Create a file containing:

  • KMP register;
  • payroll reports;
  • STI calculations;
  • LTI calculations;
  • board approvals;
  • Remuneration Committee minutes;
  • employment contracts;
  • separation agreements;
  • equity grant letters;
  • share registry reports;
  • share-based payment calculations;
  • consultant engagement letters;
  • consultant invoices;
  • related party confirmations;
  • annual report disclosure checklist;
  • audit queries and responses; and
  • final sign-offs.

A practical standard is:

Every number in the remuneration report should be traceable to a source document.

20. Use a final disclosure checklist

Before finalising the remuneration report, check:

KMP list

  • Have all current and former KMP been included?
  • Are start and end dates correct?
  • Are part-year disclosures accurate?
  • Are executive and non-executive KMP separated?

Remuneration tables

  • Do payroll amounts reconcile?
  • Are bonuses shown correctly?
  • Are share-based payment expenses correct?
  • Are termination benefits separately disclosed?
  • Are totals checked?
  • Are prior-year comparatives correct?

Incentives

  • Are STI measures and outcomes explained?
  • Are LTI grants and vesting outcomes explained?
  • Is board discretion disclosed clearly?
  • Are malus and clawback provisions addressed where relevant?

Equity

  • Do opening and closing balances reconcile?
  • Are grants, exercises, lapses and forfeitures correct?
  • Are director and executive holdings checked?

Contracts and consultants

  • Are service agreement terms current?
  • Are termination provisions accurate?
  • Are remuneration consultant disclosures complete?
  • Are unusual payments explained?

Governance and readability

  • Does the report explain pay-for-performance clearly?
  • Is shareholder experience considered?
  • Is the Chair or Committee Chair summary consistent with the tables?
  • Are shareholder feedback and strike responses addressed?
  • Can a reasonable shareholder understand the outcome?

21. Common mistakes to avoid

Do not start annual report drafting before the KMP list is confirmed.

Do not rely on payroll alone for remuneration data.

Do not forget former or part-year KMP.

Do not mix statutory remuneration with realised remuneration.

Do not confuse grant value, fair value, accounting expense and vested value.

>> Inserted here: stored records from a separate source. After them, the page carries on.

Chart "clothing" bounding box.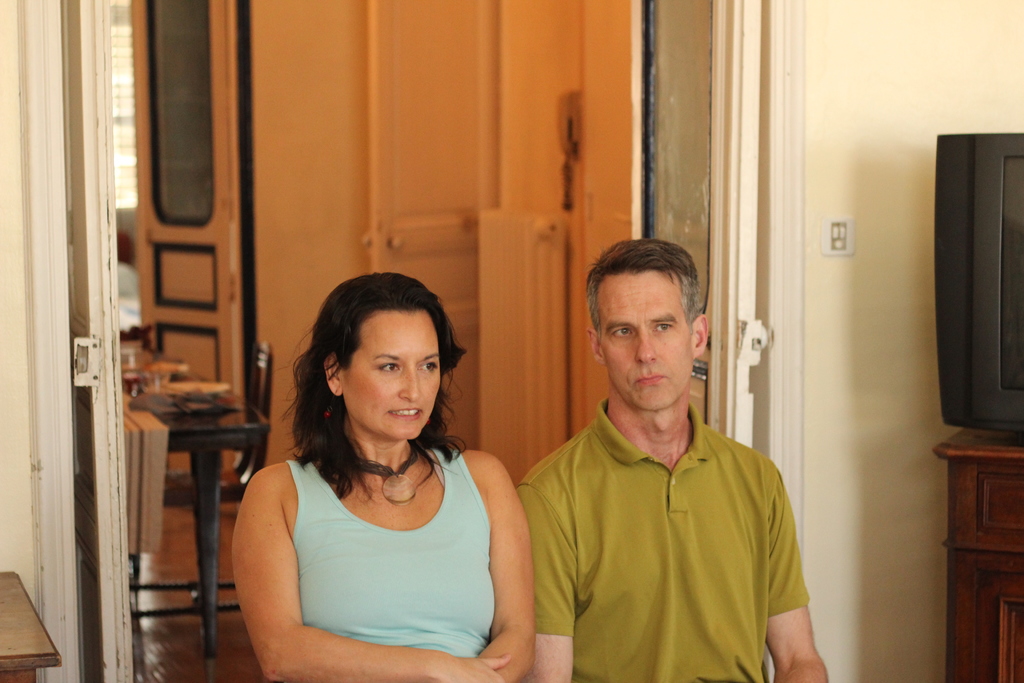
Charted: {"x1": 515, "y1": 393, "x2": 812, "y2": 682}.
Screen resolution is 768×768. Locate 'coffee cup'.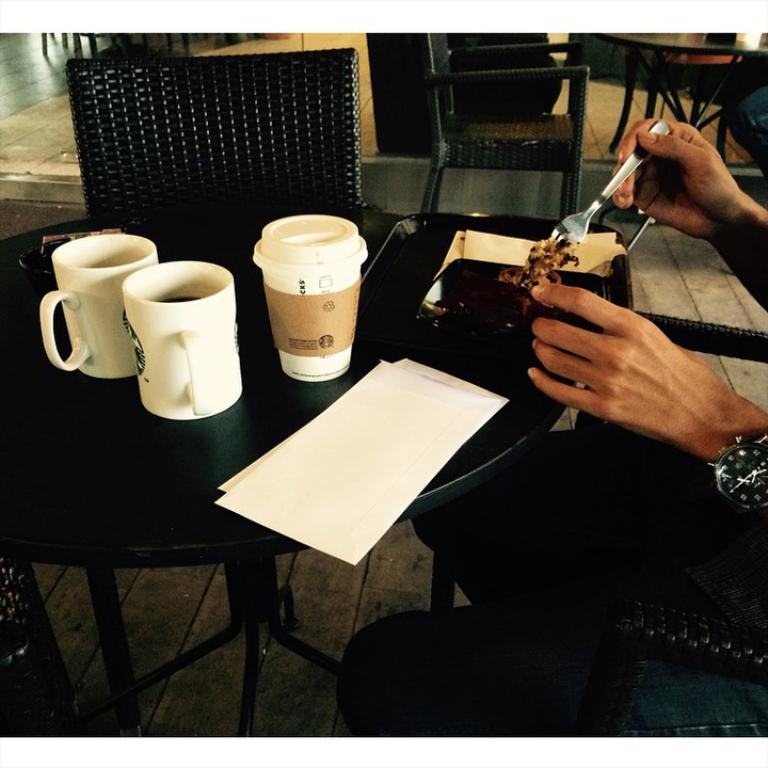
bbox=[125, 261, 245, 423].
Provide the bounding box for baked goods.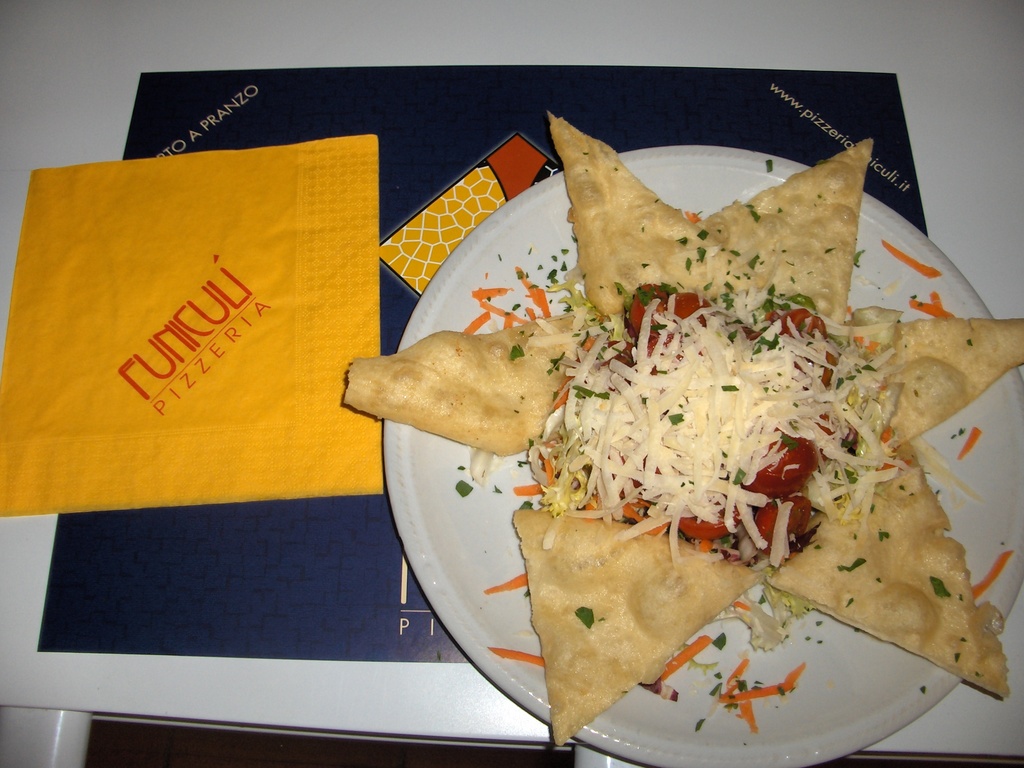
<region>697, 140, 873, 333</region>.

Do not hide one-off payments in broad categories.

Do not disclose incentive outcomes without explaining performance.

Do not forget director fee pool usage.

Do not leave equity reconciliations until the last minute.

Do not let the narrative say “alignment” if the numbers suggest otherwise.

Do not skip legal and audit review on sensitive items.

22. What good support looks like

Good support for KMP remuneration disclosures means the annual report team can answer:

  • Who is included?
  • Why are they included?
  • What period are they disclosed for?
  • What were they paid?
  • What was granted?
  • What vested?
  • What lapsed?
  • What was approved?
  • What was discretionary?
  • What was unusual?
  • How does the outcome align with performance?
  • Where is the supporting evidence?

When these answers are clear, the annual report process becomes smoother and the final disclosure is more credible.

Final thought

Preparing KMP remuneration disclosures is more than table preparation.

It is the process of translating remuneration governance into public disclosure.

The numbers must be right, but the story must also be clear. Shareholders should be able to understand who was paid, what they were paid, why they were paid and whether the outcome reflects company performance and shareholder value.

The strongest annual report disclosures are built on disciplined preparation:

Confirm the KMP list. Reconcile the data. Explain the outcomes. Evidence every number. Tell the remuneration story clearly.

That is how KMP remuneration disclosure becomes more than compliance. It becomes a demonstration of good governance.